I am using spring-security-oauth, there is a helpful documentation maybe help you :
projects.spring.io/spring-security-oauth/docs/oauth2.html

Spring security #PreAuthorize("hasAnyRole('....')")

I am using spring security #PreAuthorise to check who and who cannot access methods in my service layer. It works really well. Usually my service methods are annotated with
#PreAuthorize("hasAnyRole('MY_USER_ROLE')")
My problem is that I have a war file made up of several jar files. Each of these jar files is responsible for a segment of business logic. I now want one of the services in one jar file to access another service in another jar file. This gets rejected because of the permissions. If I comment out the permission then everything works.
Is there anyway I can authenticate via spring before calling this service? (Perhaps with a dummy user?) Or perhaps turn off the security for jars within the same application? Or is my design wrong?
Anyone else has this sort of problem? What design should I use instead?
You need to give the thread that invokes the service (in the other jar) the permissions that are required by #PreAuthorize (for the invoked service).
If the thread is triggered in an web application by an user request, then this are normally the users permissions.
But if the thread is triggered by some timer service then you need to give them the right authentication
Authentication authentication = new UsernamePasswordAuthenticationToken("dummy", "password");
SecurityContext securityContext = SecurityContextHolder.getContext();
securityContext.setAuthentication(authentication);
I believe this is a good example where you should use Spring security #Secured annotation
What is #Secured annotation?
From version 2.0 onwards Spring Security has improved support substantially for adding security to your service layer methods. It
provides support for JSR-250 annotation security as well as the
framework's original #Secured annotation.
Source: Spring Security 3.1 Reference 2.4 Method Security
#Secured annotation allows you to put restrictions in your methods. For example, you can authorize a get() method to be accessible by all
registered users.
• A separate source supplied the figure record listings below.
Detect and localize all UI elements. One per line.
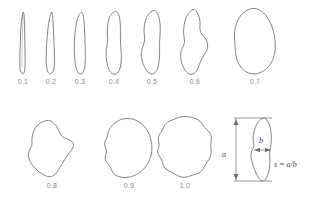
shape-label-0-2: 0.2	[46, 78, 56, 85]
particle-outline-0-9	[101, 116, 157, 180]
definition-diagram-svg	[216, 110, 312, 190]
particle-outline-0-7	[228, 6, 282, 76]
shape-label-1-0: 1.0	[180, 182, 190, 189]
shape-cell-0-5: 0.5	[135, 8, 169, 85]
shape-label-0-9: 0.9	[124, 182, 134, 189]
particle-outline-0-6	[174, 7, 216, 76]
shape-label-0-6: 0.6	[190, 78, 200, 85]
shape-label-0-3: 0.3	[75, 78, 85, 85]
particle-outline-0-3	[67, 10, 93, 76]
particle-outline-0-5	[135, 8, 169, 76]
shape-cell-0-3: 0.3	[67, 10, 93, 85]
sphericity-comparison-figure: 0.1 0.2 0.3 0.4 0.5 0.6 0.7	[0, 0, 312, 205]
shape-cell-1-0: 1.0	[155, 114, 215, 189]
shape-cell-0-2: 0.2	[39, 10, 63, 85]
long-axis-label: a	[222, 150, 226, 159]
particle-outline-0-1	[12, 10, 34, 76]
definition-diagram: a b s = a/b	[216, 110, 312, 190]
a-arrowhead-bottom	[234, 174, 239, 180]
particle-outline-0-2	[39, 10, 63, 76]
particle-outline-0-4	[99, 9, 129, 76]
a-arrowhead-top	[234, 119, 239, 125]
shape-factor-formula: s = a/b	[274, 160, 297, 169]
shape-label-0-7: 0.7	[250, 78, 260, 85]
shape-label-0-1: 0.1	[18, 78, 28, 85]
shape-cell-0-8: 0.8	[25, 118, 79, 189]
short-axis-label: b	[259, 136, 263, 145]
shape-cell-0-6: 0.6	[174, 7, 216, 85]
shape-cell-0-1: 0.1	[12, 10, 34, 85]
particle-outline-1-0	[155, 114, 215, 180]
shape-cell-0-4: 0.4	[99, 9, 129, 85]
shape-cell-0-7: 0.7	[228, 6, 282, 85]
shape-cell-0-9: 0.9	[101, 116, 157, 189]
shape-label-0-8: 0.8	[47, 182, 57, 189]
shape-label-0-4: 0.4	[109, 78, 119, 85]
particle-outline-0-8	[25, 118, 79, 180]
b-arrowhead-left	[255, 148, 261, 153]
shape-label-0-5: 0.5	[147, 78, 157, 85]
But for the edit() method, you can mark it be
accessible by admins only.
Check out some tutorials at:
http://burtbeckwith.com/blog/?p=1398
http://krams915.blogspot.in/2010/12/spring-security-3-mvc-using-secured.html

spring authentication provider VS authentication processing filter

both spring authentication provider and authentication processing filter also need to register with authenticationManager?
authentication provider i can use custom-authentication-provider tag
but what is different spring authentication provider and authentication processing filter ?
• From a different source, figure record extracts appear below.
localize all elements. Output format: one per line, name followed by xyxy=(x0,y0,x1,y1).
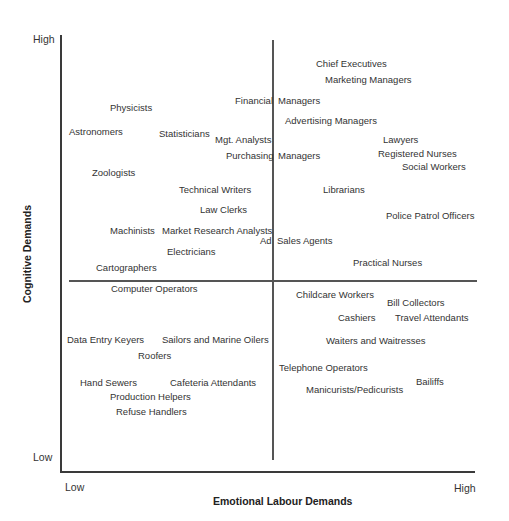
occupation-label: Bailiffs xyxy=(416,376,444,387)
occupation-label: Social Workers xyxy=(402,161,466,172)
x-axis-line xyxy=(60,471,475,473)
occupation-label: Managers xyxy=(278,150,320,161)
occupation-label: Statisticians xyxy=(159,128,210,139)
occupation-label: Technical Writers xyxy=(179,184,251,195)
occupation-label: Roofers xyxy=(138,350,171,361)
occupation-label: Sales Agents xyxy=(277,235,332,246)
occupation-label: Chief Executives xyxy=(316,58,387,69)
occupation-label: Cartographers xyxy=(96,262,157,273)
occupation-label: Hand Sewers xyxy=(80,377,137,388)
occupation-label: Lawyers xyxy=(383,134,418,145)
x-axis-high-label: High xyxy=(454,482,476,494)
occupation-label: Physicists xyxy=(110,102,152,113)
y-axis-line xyxy=(60,35,62,473)
occupation-label: Zoologists xyxy=(92,167,135,178)
occupation-label: Advertising Managers xyxy=(285,115,377,126)
occupation-label: Police Patrol Officers xyxy=(386,210,475,221)
occupation-label: Registered Nurses xyxy=(378,148,457,159)
occupation-label: Production Helpers xyxy=(110,391,191,402)
occupation-label: Cafeteria Attendants xyxy=(170,377,256,388)
occupation-label: Sailors and Marine Oilers xyxy=(162,334,269,345)
occupation-label: Waiters and Waitresses xyxy=(326,335,426,346)
occupation-label: Librarians xyxy=(323,184,365,195)
occupation-label: Data Entry Keyers xyxy=(67,334,144,345)
occupation-label: Childcare Workers xyxy=(296,289,374,300)
y-axis-low-label: Low xyxy=(33,451,52,463)
occupation-label: Computer Operators xyxy=(111,283,198,294)
occupation-label: Bill Collectors xyxy=(387,297,445,308)
occupation-label: Market Research Analysts xyxy=(162,225,272,236)
y-axis-title: Cognitive Demands xyxy=(21,205,33,303)
occupation-label: Cashiers xyxy=(338,312,376,323)
occupation-label: Machinists xyxy=(110,225,155,236)
occupation-label: Ad xyxy=(260,235,272,246)
occupation-label: Marketing Managers xyxy=(325,74,412,85)
occupation-label: Travel Attendants xyxy=(395,312,469,323)
y-axis-high-label: High xyxy=(33,33,55,45)
x-axis-low-label: Low xyxy=(65,481,84,493)
occupation-label: Purchasing xyxy=(226,150,274,161)
occupation-label: Law Clerks xyxy=(200,204,247,215)
occupation-label: Managers xyxy=(278,95,320,106)
occupation-label: Refuse Handlers xyxy=(116,406,187,417)
occupation-label: Telephone Operators xyxy=(279,362,368,373)
occupation-label: Financial xyxy=(235,95,273,106)
occupation-label: Astronomers xyxy=(69,126,123,137)
horizontal-quadrant-divider xyxy=(69,280,477,282)
occupation-label: Manicurists/Pedicurists xyxy=(306,384,403,395)
occupation-label: Mgt. Analysts xyxy=(215,134,272,145)
x-axis-title: Emotional Labour Demands xyxy=(213,495,352,507)
occupation-label: Practical Nurses xyxy=(353,257,422,268)
occupation-label: Electricians xyxy=(167,246,216,257)
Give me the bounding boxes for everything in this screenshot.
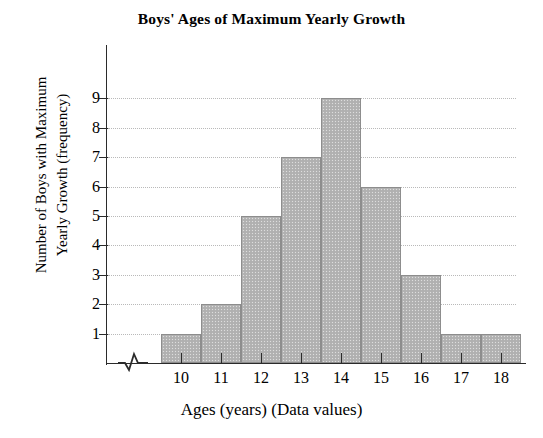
histogram-figure: Boys' Ages of Maximum Yearly Growth Numb… bbox=[0, 0, 543, 438]
y-axis-tick-label: 6 bbox=[74, 179, 100, 195]
histogram-bar bbox=[241, 216, 281, 363]
chart-title: Boys' Ages of Maximum Yearly Growth bbox=[0, 10, 543, 28]
axis-break-icon bbox=[116, 348, 150, 372]
y-axis-line bbox=[106, 45, 107, 365]
y-axis-tick-label: 1 bbox=[74, 326, 100, 342]
y-axis-tick-label: 2 bbox=[74, 296, 100, 312]
histogram-bar bbox=[321, 98, 361, 363]
x-axis-tick-label: 10 bbox=[161, 370, 201, 386]
y-axis-tick-label: 5 bbox=[74, 208, 100, 224]
x-axis-title: Ages (years) (Data values) bbox=[0, 400, 543, 420]
y-axis-tick-label: 9 bbox=[74, 90, 100, 106]
histogram-bar bbox=[281, 157, 321, 363]
y-axis-tick-label: 8 bbox=[74, 120, 100, 136]
x-axis-line bbox=[106, 363, 526, 364]
histogram-bar bbox=[401, 275, 441, 363]
x-axis-tick-label: 12 bbox=[241, 370, 281, 386]
y-axis-title-line-2: Yearly Growth (frequency) bbox=[52, 25, 73, 325]
plot-area: 987654321 101112131415161718 bbox=[106, 60, 526, 365]
y-axis-title-line-1: Number of Boys with Maximum bbox=[31, 25, 52, 325]
y-axis-tick-label: 7 bbox=[74, 149, 100, 165]
x-axis-tick-label: 15 bbox=[361, 370, 401, 386]
gridline bbox=[108, 98, 516, 99]
gridline bbox=[108, 128, 516, 129]
x-axis-tick-label: 13 bbox=[281, 370, 321, 386]
y-axis-tick-label: 3 bbox=[74, 267, 100, 283]
x-axis-tick-label: 18 bbox=[481, 370, 521, 386]
y-axis-title: Number of Boys with Maximum Yearly Growt… bbox=[31, 25, 77, 325]
x-axis-tick-label: 16 bbox=[401, 370, 441, 386]
x-axis-tick-label: 14 bbox=[321, 370, 361, 386]
y-axis-tick-label: 4 bbox=[74, 237, 100, 253]
x-axis-tick-label: 17 bbox=[441, 370, 481, 386]
x-axis-tick-label: 11 bbox=[201, 370, 241, 386]
histogram-bar bbox=[361, 187, 401, 363]
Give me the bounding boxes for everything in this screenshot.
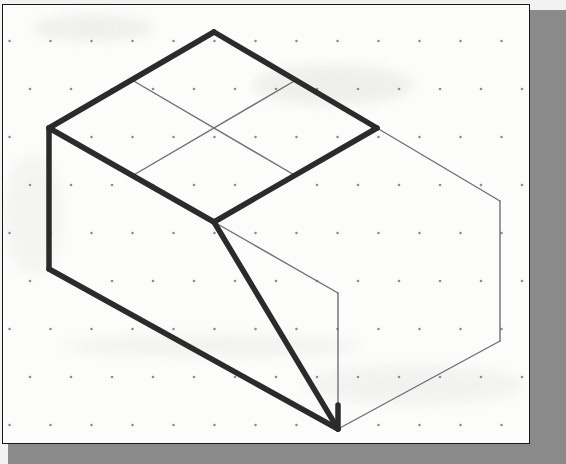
right-face-top-back-edge xyxy=(377,128,500,201)
heavy-edge-group xyxy=(49,32,377,429)
bottom-left-slope-edge xyxy=(49,269,338,429)
drawing-sheet xyxy=(2,4,530,444)
right-face-bottom-edge xyxy=(338,341,500,429)
thin-edge-group xyxy=(132,80,500,429)
isometric-solid-figure xyxy=(3,5,530,444)
incline-face-left-edge xyxy=(214,222,338,429)
drawing-page xyxy=(0,0,566,464)
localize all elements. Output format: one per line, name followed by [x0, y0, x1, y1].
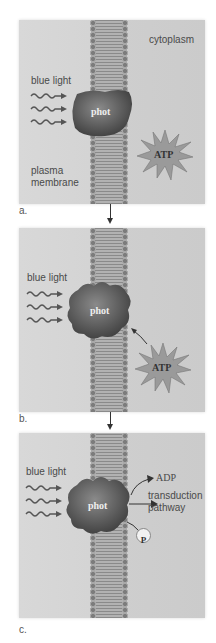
- atp-label: ATP: [152, 362, 171, 374]
- light-wave-icon: [31, 92, 67, 132]
- atp-label: ATP: [154, 149, 173, 161]
- transduction-pathway-label: transduction pathway: [148, 490, 202, 514]
- panel-b: blue light phot ATP: [19, 228, 205, 412]
- arrow-a-to-b: [110, 204, 111, 220]
- plasma-membrane-label: plasma membrane: [31, 165, 79, 189]
- arrow-b-to-c: [110, 412, 111, 426]
- phot-label: phot: [90, 305, 109, 317]
- panel-b-label: b.: [19, 413, 27, 424]
- phosphate-label: P: [141, 535, 147, 545]
- blue-light-label: blue light: [26, 466, 66, 478]
- panel-c-label: c.: [19, 624, 27, 635]
- phosphate-icon: P: [136, 528, 151, 543]
- light-wave-icon: [26, 484, 62, 524]
- blue-light-label: blue light: [27, 272, 67, 284]
- panel-a-label: a.: [19, 205, 27, 216]
- light-wave-icon: [27, 290, 63, 330]
- phot-label: phot: [91, 106, 110, 118]
- panel-c: blue light phot ADP transduction pathway…: [19, 433, 205, 618]
- panel-a: cytoplasm blue light phot ATP plasma mem…: [19, 20, 205, 204]
- adp-label: ADP: [156, 472, 176, 484]
- cytoplasm-label: cytoplasm: [149, 34, 194, 46]
- blue-light-label: blue light: [31, 75, 71, 87]
- phot-label: phot: [88, 500, 107, 512]
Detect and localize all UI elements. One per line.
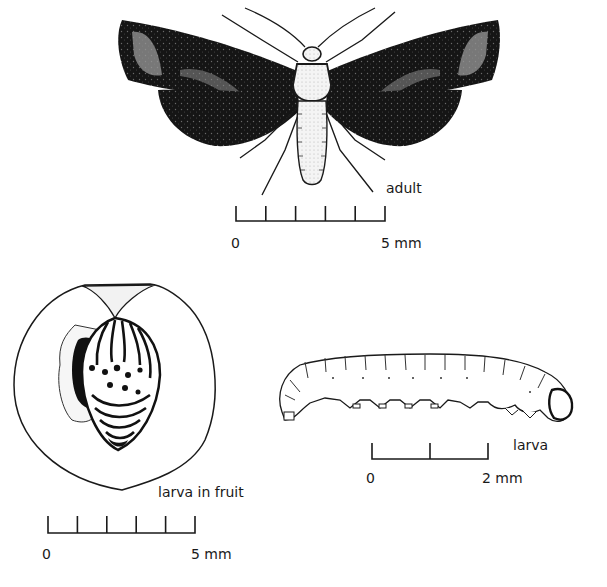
left-antenna (245, 8, 305, 47)
insect-illustration-plate: adult 0 5 mm (0, 0, 607, 587)
adult-moth-drawing (118, 8, 500, 195)
adult-scale-bar: 0 5 mm (231, 206, 422, 251)
fruit-scale-bar: 0 5 mm (42, 516, 232, 562)
larva-scale-end-label: 2 mm (482, 470, 523, 486)
left-hindwing (158, 89, 300, 146)
larva-in-fruit-label: larva in fruit (158, 484, 244, 500)
larva-in-fruit-drawing (14, 284, 215, 490)
larva-head-capsule (549, 389, 572, 419)
fruit-scale-start-label: 0 (42, 546, 51, 562)
adult-scale-end-label: 5 mm (381, 235, 422, 251)
moth-head (303, 47, 321, 61)
stem-cavity (82, 285, 155, 318)
adult-scale-start-label: 0 (231, 235, 240, 251)
larva-scale-start-label: 0 (366, 470, 375, 486)
larva-lateral-drawing (280, 354, 572, 421)
curled-larva (82, 318, 160, 450)
fruit-scale-end-label: 5 mm (191, 546, 232, 562)
right-hindwing (325, 89, 462, 146)
moth-thorax (293, 64, 331, 101)
adult-label: adult (386, 180, 422, 196)
larva-label: larva (513, 437, 548, 453)
larva-scale-bar: 0 2 mm (366, 443, 523, 486)
right-antenna (318, 8, 375, 47)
The authentication manager uses all authentication providers to authenticate authenticationtokens it has to authenticate.
The authentication processing filter just adds a token (username password). Other filters add tokens too. For example the AnonymousProcessingFilter.
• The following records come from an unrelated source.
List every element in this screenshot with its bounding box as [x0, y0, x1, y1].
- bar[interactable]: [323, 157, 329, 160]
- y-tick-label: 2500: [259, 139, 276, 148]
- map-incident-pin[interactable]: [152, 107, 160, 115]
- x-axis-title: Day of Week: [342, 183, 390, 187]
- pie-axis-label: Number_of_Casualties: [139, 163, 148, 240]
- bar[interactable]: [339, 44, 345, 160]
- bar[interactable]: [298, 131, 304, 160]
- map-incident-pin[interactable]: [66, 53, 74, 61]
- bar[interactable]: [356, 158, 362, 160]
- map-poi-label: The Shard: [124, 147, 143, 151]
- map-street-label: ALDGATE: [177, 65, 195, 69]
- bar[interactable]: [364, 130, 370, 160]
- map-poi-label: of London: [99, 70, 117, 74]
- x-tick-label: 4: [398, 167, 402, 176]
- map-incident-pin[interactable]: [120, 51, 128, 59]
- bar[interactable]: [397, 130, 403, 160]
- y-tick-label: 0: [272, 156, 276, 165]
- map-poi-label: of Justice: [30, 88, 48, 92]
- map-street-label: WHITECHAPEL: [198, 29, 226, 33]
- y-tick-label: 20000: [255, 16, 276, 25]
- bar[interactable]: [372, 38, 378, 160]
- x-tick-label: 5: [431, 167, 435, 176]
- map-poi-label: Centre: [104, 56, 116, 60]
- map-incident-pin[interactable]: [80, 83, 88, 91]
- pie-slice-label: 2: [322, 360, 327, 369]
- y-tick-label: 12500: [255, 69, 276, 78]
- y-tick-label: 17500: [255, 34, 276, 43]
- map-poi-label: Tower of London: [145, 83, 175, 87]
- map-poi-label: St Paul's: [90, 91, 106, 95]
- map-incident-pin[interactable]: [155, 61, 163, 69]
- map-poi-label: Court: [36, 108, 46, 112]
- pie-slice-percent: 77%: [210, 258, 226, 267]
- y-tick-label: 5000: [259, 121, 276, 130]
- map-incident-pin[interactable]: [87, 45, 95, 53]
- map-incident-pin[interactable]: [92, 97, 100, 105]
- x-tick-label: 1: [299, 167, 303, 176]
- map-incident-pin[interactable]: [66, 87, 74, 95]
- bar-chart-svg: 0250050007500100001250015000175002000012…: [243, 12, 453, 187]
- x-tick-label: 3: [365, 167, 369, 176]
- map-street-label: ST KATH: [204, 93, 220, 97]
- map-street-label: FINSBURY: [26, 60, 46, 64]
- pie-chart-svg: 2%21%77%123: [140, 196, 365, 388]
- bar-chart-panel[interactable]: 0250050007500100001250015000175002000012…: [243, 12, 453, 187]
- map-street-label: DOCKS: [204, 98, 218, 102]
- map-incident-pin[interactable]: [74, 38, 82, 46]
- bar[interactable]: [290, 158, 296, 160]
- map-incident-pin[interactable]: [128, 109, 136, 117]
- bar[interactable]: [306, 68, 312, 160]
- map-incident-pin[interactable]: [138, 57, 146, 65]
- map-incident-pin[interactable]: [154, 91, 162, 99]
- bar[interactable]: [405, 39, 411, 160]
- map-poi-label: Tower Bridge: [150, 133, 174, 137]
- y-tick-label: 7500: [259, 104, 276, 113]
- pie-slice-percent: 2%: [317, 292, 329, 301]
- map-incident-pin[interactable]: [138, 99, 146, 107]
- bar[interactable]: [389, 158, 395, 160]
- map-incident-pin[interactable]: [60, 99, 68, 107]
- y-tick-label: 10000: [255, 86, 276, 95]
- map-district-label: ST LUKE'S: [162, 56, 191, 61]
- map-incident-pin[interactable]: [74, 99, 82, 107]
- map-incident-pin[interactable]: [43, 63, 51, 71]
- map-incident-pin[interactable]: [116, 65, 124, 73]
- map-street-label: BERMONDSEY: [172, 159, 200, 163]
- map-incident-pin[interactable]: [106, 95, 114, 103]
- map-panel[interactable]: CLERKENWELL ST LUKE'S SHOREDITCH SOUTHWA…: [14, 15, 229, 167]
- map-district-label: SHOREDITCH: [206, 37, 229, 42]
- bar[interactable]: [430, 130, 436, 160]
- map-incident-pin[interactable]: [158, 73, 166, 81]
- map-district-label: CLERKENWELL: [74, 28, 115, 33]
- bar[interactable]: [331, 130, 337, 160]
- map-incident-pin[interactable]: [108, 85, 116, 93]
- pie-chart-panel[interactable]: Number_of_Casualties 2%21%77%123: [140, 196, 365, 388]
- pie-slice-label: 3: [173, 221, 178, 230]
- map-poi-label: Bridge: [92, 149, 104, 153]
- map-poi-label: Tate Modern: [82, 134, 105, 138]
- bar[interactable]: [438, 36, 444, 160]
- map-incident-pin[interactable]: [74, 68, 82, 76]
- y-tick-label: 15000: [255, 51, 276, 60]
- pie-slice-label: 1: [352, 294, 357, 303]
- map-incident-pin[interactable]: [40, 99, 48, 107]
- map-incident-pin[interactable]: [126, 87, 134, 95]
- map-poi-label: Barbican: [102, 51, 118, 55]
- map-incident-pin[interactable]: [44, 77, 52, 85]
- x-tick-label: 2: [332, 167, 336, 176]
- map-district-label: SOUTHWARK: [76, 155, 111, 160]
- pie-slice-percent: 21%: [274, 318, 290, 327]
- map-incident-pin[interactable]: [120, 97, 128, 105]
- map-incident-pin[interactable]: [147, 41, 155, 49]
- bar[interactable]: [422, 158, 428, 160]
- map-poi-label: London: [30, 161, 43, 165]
The idea is to seperate token generation from token authentication. That way you could implement stuff like authentication against multiple sources easily.
The regular case is one provider per token generator.
According to Spring Security Architecture the process is:
Filters are used to intercept the http request and do some checks
Some filters are doing the check for authorization information in the request headers, body, cookies, etc. You can call them Authentication Processing Filter
The actual job for authentication is done by another partie called Authentication Provider, because a filter will call a provider if the implementation needs it.
It can happen that between the filter and provider can stay a Provider Manager, that can call all providers one by one and see if some of them can handle it, if so: then do so.
See an example here: a filter is calling a provider manager to find a provider who supports this authentication and if so the do authenticate
RememberMeAuthenticationFilter
ProviderManager
Here you can find a nice example on how to implement a custom filter: Custom filter #Baeldung
Please consider that filters are calling Provider Managers or Providers only if they are coded like that. There's no rule to enforce that.